Thursday, June 23, 2022

CCXCV: DAUGHTERY, Michael: Deus ex Machina

CCXCV. DAUGHTERY, Michael (1954-       )

Deus ex Machina (2007)
1. Fast Forward (Di andata veloce) (7:24)
2. Train of Tears (14:16)
3. Night Steam (11:17)
Terrence Wilson, piano
Nashville Symphony
Giancarlo Guerrero, cond.

The title refers to the Latin phrase "god from the machine." Each of the three movements is a musical response to the world of trains.

1. Fast Forward (Di andata veloce)

The first movement departs from the Manifesto of Futurism (1909), in which the Italian futurist F.T. Martinetti declared that machine technologies would propel the world toward a universal culture. The image of a speeding locomotive became an icon in modernist art of European painters in the early twentieth century. Two important paintings Daughtery had in mind were "States of Mind" (1911), the Cubist trilogy of a noisy and dissonant train arriving and departing at a modern railroad station, painted by the Italian Futurist Umberto Boccioni, and "Time Transfixed" (1936), the strange image of a steam locomotive emerging from a dining room fireplace, painted by the Belgian Surrealist René Magritte. Daughtery synthesizes these various avant-garde perspectives on trains in motion and commotion, creating his own musical manifesto. Abstract musical lines, mechanical velocities, and fragmented reverberations all move "fast forward" to arrive at a modernist utopian future.


States of Mind


Time Transfixed

2. Train of Tears

From April to May of 1865, a "lonesome train on a lonesome track" with "seven coaches painted black" carried the body of the assassinated American Civil War President Abraham Lincoln from Washington, D.C. to his home in Springfield, Illinois for burial. During the 1,650-mile journey through seven states, this slow-moving funeral train passed through American cities and towns where memorials were held for millions of mourners who lined the railroad tracks to give their final farewell to "Abe" Lincoln. This movement is music for a slow-moving funeral train. First we hear a "ghost" melody that Daughtery composed, performed con passione by the strings and accompanied by a lonely bass drum. Metal wind chimes and bowed suspended cymbal echo the piano soloist, who plays a funeral dirge in a minor key. Over the dirge, a distant trumpet and English horn play "Taps." Daugherty incorporated "Taps" (also known as "Gone to Sleep") because this simple but emotionally charged melody has been used since the Civil War in America as a military bugle call, sounded at soldiers' funerals. During the journey of the second movement, Daugherty intertwines the "ghost" melody and "Taps" in various guises, counterpoints, transpositions, and orchestrations.

3. Night Steam

By the 1950s, trains in America were powered by electricity or diesel fuel. The only remaining coal-burning steam locomotives were those of the Norfolk and Western railroad line, operating in the states of Virginia, West Virginia, North Carolina, and Maryland, where coal was still plentiful. Aware of the impending loss of these gigantic and beautiful steam locomotives, the photographer O. Winston Link documented the last days of the Norfolk and Western trains from 1955 to 1960 and the people who lived alongside them. Using complex banks of flashbulbs and timers that he invented, Link frequently photographed the trains in action during the night, in black and white. Like his photographs, Daugherty composed music that sonically captures the final journeys of trains from a bygone era. In Night Stream, we hear majestic fire-eating steam locomotives rumble and whistle their way through the small towns and lonely back roads of the Shenandoah Valley into extinction.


Required work: Sift the listing for lines that hold the string "triangle" and pull them out.

★ ★ ★ ★

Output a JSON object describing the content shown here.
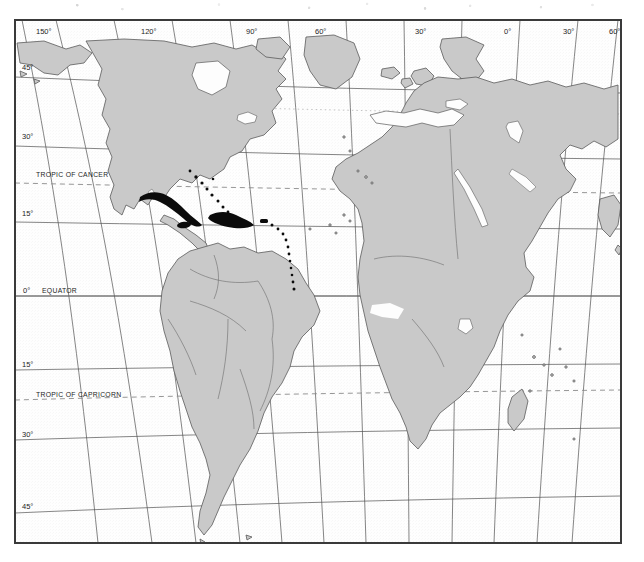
{
  "document": {
    "type": "scanned-figure",
    "title": "World distribution map",
    "background_color": "#ffffff"
  },
  "map": {
    "name": "world-distribution-map",
    "projection": "oblique-curved-graticule",
    "frame_color": "#404040",
    "ocean_color": "#ffffff",
    "land_color": "#c8c8c8",
    "land_outline_color": "#555555",
    "graticule_color": "#4a4a4a",
    "special_line_color": "#7a7a7a",
    "distribution_color": "#0a0a0a",
    "frame": {
      "x": 14,
      "y": 19,
      "width": 608,
      "height": 525
    },
    "longitude_labels": [
      {
        "text": "150°",
        "x": 40,
        "y": 32
      },
      {
        "text": "120°",
        "x": 145,
        "y": 32
      },
      {
        "text": "90°",
        "x": 250,
        "y": 32
      },
      {
        "text": "60°",
        "x": 318,
        "y": 32
      },
      {
        "text": "30°",
        "x": 418,
        "y": 32
      },
      {
        "text": "0°",
        "x": 508,
        "y": 32
      },
      {
        "text": "30°",
        "x": 566,
        "y": 32
      },
      {
        "text": "60°",
        "x": 629,
        "y": 32
      }
    ],
    "latitude_labels": [
      {
        "text": "45°",
        "x": 26,
        "y": 67
      },
      {
        "text": "30°",
        "x": 26,
        "y": 136
      },
      {
        "text": "15°",
        "x": 26,
        "y": 213
      },
      {
        "text": "0°",
        "x": 26,
        "y": 290
      },
      {
        "text": "15°",
        "x": 26,
        "y": 360
      },
      {
        "text": "30°",
        "x": 26,
        "y": 430
      },
      {
        "text": "45°",
        "x": 26,
        "y": 504
      }
    ],
    "named_lines": [
      {
        "text": "TROPIC OF CANCER",
        "x": 36,
        "y": 174
      },
      {
        "text": "EQUATOR",
        "x": 42,
        "y": 290
      },
      {
        "text": "TROPIC OF CAPRICORN",
        "x": 36,
        "y": 394
      }
    ],
    "distribution_note": "Solid black shading marks the Greater Antilles: Cuba, Jamaica, Hispaniola and Puerto Rico, plus scattered dots through the Bahamas and Lesser Antilles.",
    "distribution_regions": [
      "Cuba",
      "Jamaica",
      "Hispaniola",
      "Puerto Rico",
      "Bahamas",
      "Lesser Antilles"
    ],
    "landmasses": [
      "North America",
      "South America",
      "Greenland",
      "Europe",
      "Africa",
      "Arabian Peninsula",
      "Madagascar",
      "western Asia"
    ]
  }
}
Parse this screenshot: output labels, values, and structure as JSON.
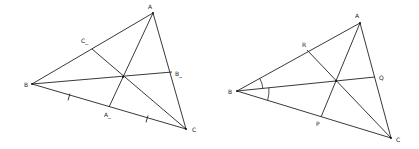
{
  "figures": [
    {
      "name": "medians-triangle",
      "vertices": {
        "A": {
          "label": "A",
          "x": 153,
          "y": 13,
          "lx": 148,
          "ly": 9
        },
        "B": {
          "label": "B",
          "x": 32,
          "y": 84,
          "lx": 24,
          "ly": 87
        },
        "C": {
          "label": "C",
          "x": 186,
          "y": 129,
          "lx": 192,
          "ly": 132
        }
      },
      "feet": {
        "A_": {
          "label": "A_",
          "x": 109,
          "y": 107,
          "lx": 104,
          "ly": 117
        },
        "B_": {
          "label": "B_",
          "x": 172,
          "y": 72,
          "lx": 175,
          "ly": 76
        },
        "C_": {
          "label": "C_",
          "x": 92,
          "y": 49,
          "lx": 81,
          "ly": 43
        }
      },
      "center": {
        "x": 123,
        "y": 77
      },
      "tick_marks": [
        {
          "x": 69,
          "y": 97
        },
        {
          "x": 147,
          "y": 119
        }
      ]
    },
    {
      "name": "angle-bisectors-triangle",
      "vertices": {
        "A": {
          "label": "A",
          "x": 360,
          "y": 23,
          "lx": 355,
          "ly": 18
        },
        "B": {
          "label": "B",
          "x": 237,
          "y": 91,
          "lx": 228,
          "ly": 94
        },
        "C": {
          "label": "C",
          "x": 391,
          "y": 138,
          "lx": 396,
          "ly": 142
        }
      },
      "feet": {
        "P": {
          "label": "P",
          "x": 321,
          "y": 117,
          "lx": 316,
          "ly": 126
        },
        "Q": {
          "label": "Q",
          "x": 375,
          "y": 77,
          "lx": 379,
          "ly": 80
        },
        "R": {
          "label": "R",
          "x": 307,
          "y": 50,
          "lx": 302,
          "ly": 47
        }
      },
      "center": {
        "x": 336,
        "y": 81
      },
      "angle_arcs": [
        {
          "from": "BA",
          "to": "BQ",
          "radius": 26
        },
        {
          "from": "BQ",
          "to": "BC",
          "radius": 32
        }
      ]
    }
  ]
}
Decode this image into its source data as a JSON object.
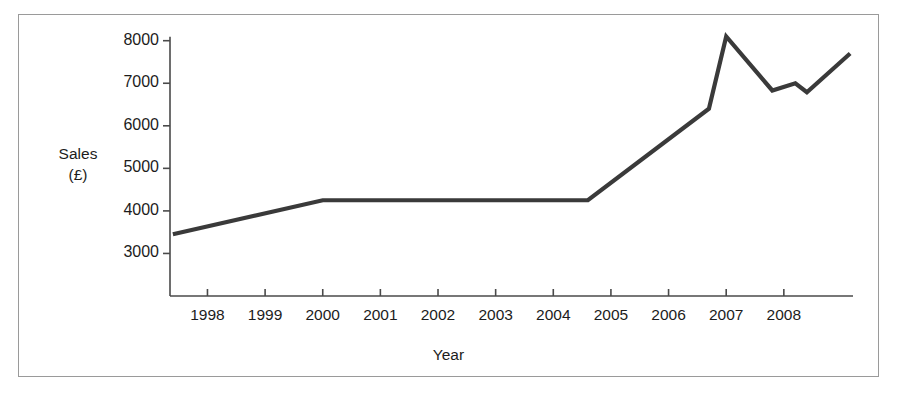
{
  "chart_data": {
    "type": "line",
    "title": "",
    "xlabel": "Year",
    "ylabel": "Sales (£)",
    "ylabel_line1": "Sales",
    "ylabel_line2": "(£)",
    "grid": false,
    "legend": false,
    "line_color": "#3a3a3a",
    "axis_color": "#4a4a4a",
    "frame_color": "#9a9a9a",
    "background": "#ffffff",
    "xlim": [
      1997.35,
      2009.2
    ],
    "ylim": [
      2000,
      8200
    ],
    "ytick_labels": [
      "8000",
      "7000",
      "6000",
      "5000",
      "4000",
      "3000"
    ],
    "ytick_values": [
      8000,
      7000,
      6000,
      5000,
      4000,
      3000
    ],
    "xtick_labels": [
      "1998",
      "1999",
      "2000",
      "2001",
      "2002",
      "2003",
      "2004",
      "2005",
      "2006",
      "2007",
      "2008"
    ],
    "xtick_values": [
      1998,
      1999,
      2000,
      2001,
      2002,
      2003,
      2004,
      2005,
      2006,
      2007,
      2008
    ],
    "x": [
      1997.4,
      2000.0,
      2004.6,
      2006.7,
      2007.0,
      2007.8,
      2008.2,
      2008.4,
      2009.15
    ],
    "y": [
      3450,
      4250,
      4250,
      6400,
      8100,
      6830,
      7000,
      6790,
      7700
    ],
    "series": [
      {
        "name": "Sales",
        "points": [
          {
            "x": 1997.4,
            "y": 3450
          },
          {
            "x": 2000.0,
            "y": 4250
          },
          {
            "x": 2004.6,
            "y": 4250
          },
          {
            "x": 2006.7,
            "y": 6400
          },
          {
            "x": 2007.0,
            "y": 8100
          },
          {
            "x": 2007.8,
            "y": 6830
          },
          {
            "x": 2008.2,
            "y": 7000
          },
          {
            "x": 2008.4,
            "y": 6790
          },
          {
            "x": 2009.15,
            "y": 7700
          }
        ]
      }
    ]
  },
  "caption": {
    "partial_text": ""
  }
}
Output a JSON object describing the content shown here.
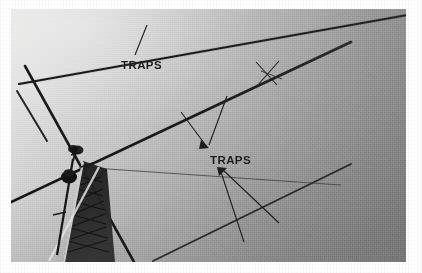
{
  "figure": {
    "kind": "scanned-photograph",
    "border_color": "#ffffff",
    "sky_light": "#e4e4e2",
    "sky_dark": "#828282",
    "ink_color": "#1a1a1a",
    "frame": {
      "x": 11,
      "y": 9,
      "width": 395,
      "height": 253
    }
  },
  "annotations": [
    {
      "id": "traps-upper",
      "label": "TRAPS",
      "x": 110,
      "y": 50,
      "points_to": "upper-reflector-element-trap"
    },
    {
      "id": "traps-lower",
      "label": "TRAPS",
      "x": 199,
      "y": 145,
      "points_to": "driven-and-director-element-traps"
    }
  ],
  "antenna": {
    "parts": [
      {
        "name": "upper-element",
        "type": "element"
      },
      {
        "name": "middle-boom-element",
        "type": "element"
      },
      {
        "name": "lower-element",
        "type": "element"
      },
      {
        "name": "vertical-element",
        "type": "element"
      },
      {
        "name": "tower",
        "type": "lattice-mast"
      },
      {
        "name": "rotator",
        "type": "rotator"
      },
      {
        "name": "trap-marker-upper-right",
        "type": "trap"
      }
    ]
  },
  "colors": {
    "ink": "#1a1a1a",
    "paper": "#ffffff",
    "sky_top_left": "#e4e4e2",
    "sky_bottom_right": "#828282",
    "tower_dark": "#262626"
  }
}
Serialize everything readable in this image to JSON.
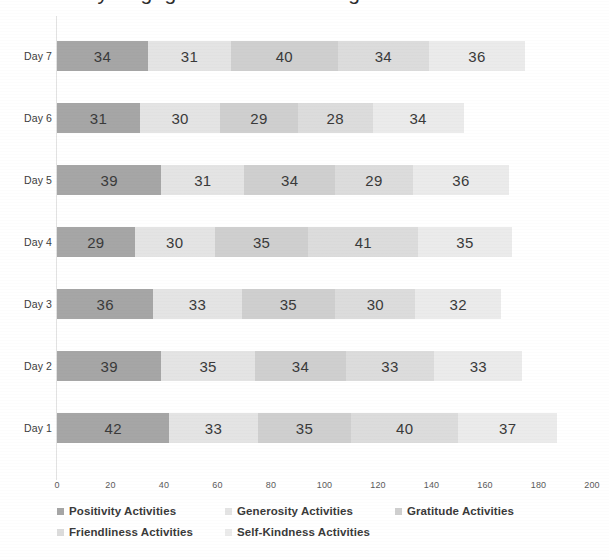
{
  "title": {
    "text": "Daily Engagement in Wellbeing Practice Activities",
    "visible_note": "cut off at top edge"
  },
  "axis": {
    "ticks": [
      0,
      20,
      40,
      60,
      80,
      100,
      120,
      140,
      160,
      180,
      200
    ],
    "min": 0,
    "max": 200
  },
  "legend": {
    "items": [
      {
        "label": "Positivity Activities",
        "color": "#a6a6a6"
      },
      {
        "label": "Generosity Activities",
        "color": "#e4e4e4"
      },
      {
        "label": "Gratitude Activities",
        "color": "#cfcfcf"
      },
      {
        "label": "Friendliness Activities",
        "color": "#dcdcdc"
      },
      {
        "label": "Self-Kindness Activities",
        "color": "#ebebeb"
      }
    ]
  },
  "chart_data": {
    "type": "bar",
    "orientation": "horizontal",
    "stacked": true,
    "title": "Daily Engagement in Wellbeing Practice Activities",
    "xlabel": "",
    "ylabel": "",
    "xlim": [
      0,
      200
    ],
    "grid": false,
    "legend_position": "bottom",
    "categories": [
      "Day 7",
      "Day 6",
      "Day 5",
      "Day 4",
      "Day 3",
      "Day 2",
      "Day 1"
    ],
    "series": [
      {
        "name": "Positivity Activities",
        "color": "#a6a6a6",
        "values": [
          34,
          31,
          39,
          29,
          36,
          39,
          42
        ]
      },
      {
        "name": "Generosity Activities",
        "color": "#e4e4e4",
        "values": [
          31,
          30,
          31,
          30,
          33,
          35,
          33
        ]
      },
      {
        "name": "Gratitude Activities",
        "color": "#cfcfcf",
        "values": [
          40,
          29,
          34,
          35,
          35,
          34,
          35
        ]
      },
      {
        "name": "Friendliness Activities",
        "color": "#dcdcdc",
        "values": [
          34,
          28,
          29,
          41,
          30,
          33,
          40
        ]
      },
      {
        "name": "Self-Kindness Activities",
        "color": "#ebebeb",
        "values": [
          36,
          34,
          36,
          35,
          32,
          33,
          37
        ]
      }
    ],
    "totals": [
      175,
      152,
      169,
      170,
      166,
      174,
      187
    ]
  }
}
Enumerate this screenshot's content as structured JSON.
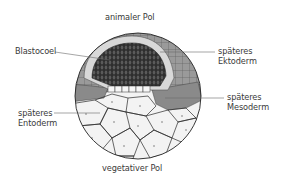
{
  "diagram": {
    "type": "blastula cross-section",
    "labels": {
      "top_pole": "animaler Pol",
      "bottom_pole": "vegetativer Pol",
      "blastocoel": "Blastocoel",
      "ectoderm": {
        "line1": "späteres",
        "line2": "Ektoderm"
      },
      "mesoderm": {
        "line1": "späteres",
        "line2": "Mesoderm"
      },
      "entoderm": {
        "line1": "späteres",
        "line2": "Entoderm"
      }
    },
    "colors": {
      "background": "#ffffff",
      "outline": "#2a2a2a",
      "ectoderm_outer": "#8c8c8c",
      "ectoderm_inner_ring": "#d9d9d9",
      "blastocoel_fill": "#3a3a3a",
      "mesoderm": "#8f8f8f",
      "entoderm": "#f4f4f4",
      "label_text": "#3a3a3a",
      "leader_line": "#6a6a6a"
    }
  }
}
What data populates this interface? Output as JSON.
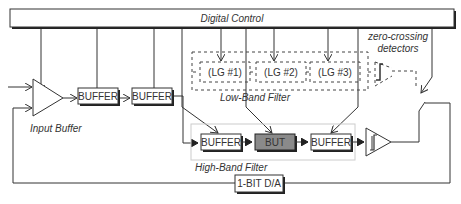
{
  "diagram": {
    "control_bar": {
      "label": "Digital Control"
    },
    "input_buffer": {
      "label": "Input Buffer"
    },
    "buffers": [
      {
        "label": "BUFFER"
      },
      {
        "label": "BUFFER"
      }
    ],
    "low_band": {
      "label": "Low-Band Filter",
      "stages": [
        {
          "label": "(LG #1)"
        },
        {
          "label": "(LG #2)"
        },
        {
          "label": "(LG #3)"
        }
      ]
    },
    "zero_crossing": {
      "label_line1": "zero-crossing",
      "label_line2": "detectors"
    },
    "high_band": {
      "label": "High-Band Filter",
      "stages": [
        {
          "label": "BUFFER"
        },
        {
          "label": "BUT"
        },
        {
          "label": "BUFFER"
        }
      ]
    },
    "dac": {
      "label": "1-BIT D/A"
    },
    "colors": {
      "line": "#333333",
      "but_fill": "#8a8a8a",
      "shadow": "#222222",
      "hb_border": "#cccccc"
    }
  }
}
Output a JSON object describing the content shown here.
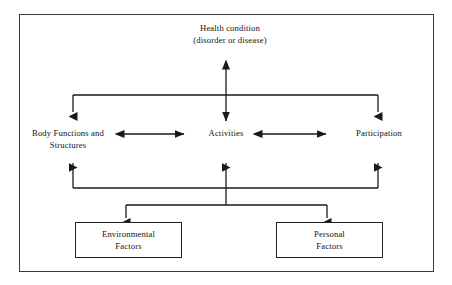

★ ★ ★ ★

Solution to the exercise:
      "name": "medians-triangle",
      "name": "angle-bisectors-triangle",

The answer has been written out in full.